When Denzel Washington and Halle Berry won Best Actor and Actress Academy Awards, respectively, three years ago, there was much talk about the doors finally being open for black Americans and other minorities in Hollywood.
This theory seems to have been born out this year in the Oscar nominations in eight major categories: Best Picture, Best Director, Best Actor/Actress, Best Supporting Actor/Actress and Best Screenplay (Original and Adaptation).
Ray (about soul music legend Ray Charles) is nominated for Best Picture, Jamie Foxx (Ray) and Don Cheadle (Hotel Rwanda) are nominated for Best Actor, Latina Catalina Sandino Moreno (Maria Full of Grace) for Best Actress, Sophie Okonedo (Hotel Rwanda) for Best Supporting Actress, Foxx again (Collateral) and Morgan Freeman (Million Dollar Baby) for Best Supporting Actor, and Jose Rivera (The Motorcycle Diaries) for Best Adapted Screenplay. By my count, this sample of honors comprises a total of eight nominations in six major categories for our black and Latino brethren.
Meanwhile, there’s a grand total of zero nominations in those same categories for Asian Pacifics.
It’s not that there weren’t worthy candidates (for example, Zhang Ziyi received an acting nomination for a British Academy Award for House of Flying Daggers, and Sandra Oh in Sideways was just as good as her co-stars). It’s just that the Oscars sometimes has a tendency to … well, ignore us.
How else do you explain the Academy’s past snubs of a great filmmaker like Akira Kurosawa (who was nominated only once for Ran), the whole casts of The Last Emperor and The Joy Luck Club, and Ang Lee’s directing work on Sense and Sensibility? There are other examples of highly acclaimed work by Asian artists that was similarly overlooked.
Now it’s dangerous to simply imply that racism is the reason for our community’s lack of love from the little naked gold guy. After all, other very deserving non-Asians have also been dissed by the Academy (one of the greatest filmmakers, Alfred Hitchcock, never won an Oscar). But Asians seem to go missing from the ranks more often than not.
Consider this: 2000’s Crouching Tiger, Hidden Dragon was the first Asian film to ever win the foreign-language film award and the first Asian film to even be nominated for Best Picture.
In almost 80 years of the Academy Awards — a history that encompasses such classic Asian films as Rashomon, The Seven Samurai, Tokyo Story, Farewell My Concubine, The Killer, Eat Drink Man Woman, Once Upon a Time in China and many others — nothing made a real impact with the Academy until Crouching Tiger, Hidden Dragon came along. That’s pretty unbelievable.
Before Crouching Tiger, Hidden Dragon, only two Asians had ever won Oscars in the major categories: Haing S. Ngor for Best Supporting Actor in The Killing Fields and Miyoshi Umeki for Best Supporting Actor in Sayonara. To be fair, others have been nominated including Ken Watanabe for his acting in The Last Samurai and Sessue Hayakawa in The Bridge on the River Kwai. Plus, Asians like cameraman James Wong Howe and documentarian Jessica Yu have taken home Oscars in the other “less prestigious” categories. But let’s be honest, most people don’t care about those categories because they are not as glamorous.
A big part of this may have to do with who makes up the membership of the Academy (those people who vote on the Oscars). There are two ways one can be invited to join the Academy:
1) You can be nominated for an Oscar. Everyone who receives a nomination is automatically invited to join.
2) The other alternative is that you can be sponsored and championed by Academy members. The Academy receives these recommendations from its members and carefully reviews each candidate before deciding whether to accept him or her.
Either way, it’s tough to get in. So it’s no wonder only a few are invited into this exclusive club every year. But here’s the thing — once you’re in, you’re a member for life. As long as you pay your dues and don’t do anything wrong, you enjoy your membership privileges until you die.
So it’s no surprise that a big chunk of the Academy is composed of “old white guys” who joined decades ago during the days when Asians were still “Orientals” and watching Mickey Rooney do “yellowface” wasn’t necessarily considered offensive.
This isn’t to say that the Academy is made up of a bunch of old racists systematically trying to keep the Asian hordes out. But like a lot of other sectors of American life, the old-boy network still runs deep and strong. Just as the glass ceiling is still a reality in corporate America, a similar barrier exists in Hollywood.
But slowly people like Ang Lee and Ken Watanabe are pushing through the doors of the exclusive boys club. But will they be enough? And if they get in, will they actively work to break the glass ceiling for others to follow? Only time will tell.
Philip W. Chung is a writer and co-artistic director of Lodestone Theatre Ensemble. Lodestone’s Fifth Annual Oscar Party Fundraiser takes place on Feb. 27 in L.A. For more info go to www.lodestonetheatre.org.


# Action item
Drop the pictures, then repeat every record exactly as it stands.

# Dataset records
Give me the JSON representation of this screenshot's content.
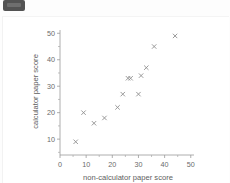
{
  "window": {
    "background_color": "#fdfdfd",
    "chip_color": "#535353"
  },
  "chart_data": {
    "type": "scatter",
    "title": "",
    "xlabel": "non-calculator paper score",
    "ylabel": "calculator paper score",
    "xlim": [
      0,
      52
    ],
    "ylim": [
      4,
      52
    ],
    "xticks": [
      0,
      10,
      20,
      30,
      40,
      50
    ],
    "yticks": [
      10,
      20,
      30,
      40,
      50
    ],
    "xtick_labels": [
      "0",
      "10",
      "20",
      "30",
      "40",
      "50"
    ],
    "ytick_labels": [
      "10",
      "20",
      "30",
      "40",
      "50"
    ],
    "grid": false,
    "legend": null,
    "marker": "x",
    "marker_color": "#8e8e8e",
    "n_points": 13,
    "x": [
      6,
      9,
      13,
      17,
      22,
      24,
      26,
      27,
      30,
      31,
      33,
      36,
      44
    ],
    "y": [
      9,
      20,
      16,
      18,
      22,
      27,
      33,
      33,
      27,
      34,
      37,
      45,
      49
    ],
    "points": [
      {
        "x": 6,
        "y": 9
      },
      {
        "x": 9,
        "y": 20
      },
      {
        "x": 13,
        "y": 16
      },
      {
        "x": 17,
        "y": 18
      },
      {
        "x": 22,
        "y": 22
      },
      {
        "x": 24,
        "y": 27
      },
      {
        "x": 26,
        "y": 33
      },
      {
        "x": 27,
        "y": 33
      },
      {
        "x": 30,
        "y": 27
      },
      {
        "x": 31,
        "y": 34
      },
      {
        "x": 33,
        "y": 37
      },
      {
        "x": 36,
        "y": 45
      },
      {
        "x": 44,
        "y": 49
      }
    ]
  }
}
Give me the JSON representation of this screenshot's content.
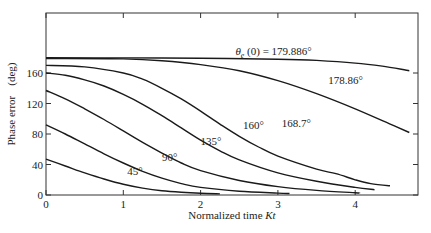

# Response to the task
Give me the JSON representation of this screenshot's content.
{
  "window": {
    "background_color": "#fdfdfd",
    "chip_color": "#535353"
  },
  "chart_data": {
    "type": "scatter",
    "title": "",
    "xlabel": "non-calculator paper score",
    "ylabel": "calculator paper score",
    "xlim": [
      0,
      52
    ],
    "ylim": [
      4,
      52
    ],
    "xticks": [
      0,
      10,
      20,
      30,
      40,
      50
    ],
    "yticks": [
      10,
      20,
      30,
      40,
      50
    ],
    "xtick_labels": [
      "0",
      "10",
      "20",
      "30",
      "40",
      "50"
    ],
    "ytick_labels": [
      "10",
      "20",
      "30",
      "40",
      "50"
    ],
    "grid": false,
    "legend": null,
    "marker": "x",
    "marker_color": "#8e8e8e",
    "n_points": 13,
    "x": [
      6,
      9,
      13,
      17,
      22,
      24,
      26,
      27,
      30,
      31,
      33,
      36,
      44
    ],
    "y": [
      9,
      20,
      16,
      18,
      22,
      27,
      33,
      33,
      27,
      34,
      37,
      45,
      49
    ],
    "points": [
      {
        "x": 6,
        "y": 9
      },
      {
        "x": 9,
        "y": 20
      },
      {
        "x": 13,
        "y": 16
      },
      {
        "x": 17,
        "y": 18
      },
      {
        "x": 22,
        "y": 22
      },
      {
        "x": 24,
        "y": 27
      },
      {
        "x": 26,
        "y": 33
      },
      {
        "x": 27,
        "y": 33
      },
      {
        "x": 30,
        "y": 27
      },
      {
        "x": 31,
        "y": 34
      },
      {
        "x": 33,
        "y": 37
      },
      {
        "x": 36,
        "y": 45
      },
      {
        "x": 44,
        "y": 49
      }
    ]
  }
}
Give me the JSON representation of this screenshot's content.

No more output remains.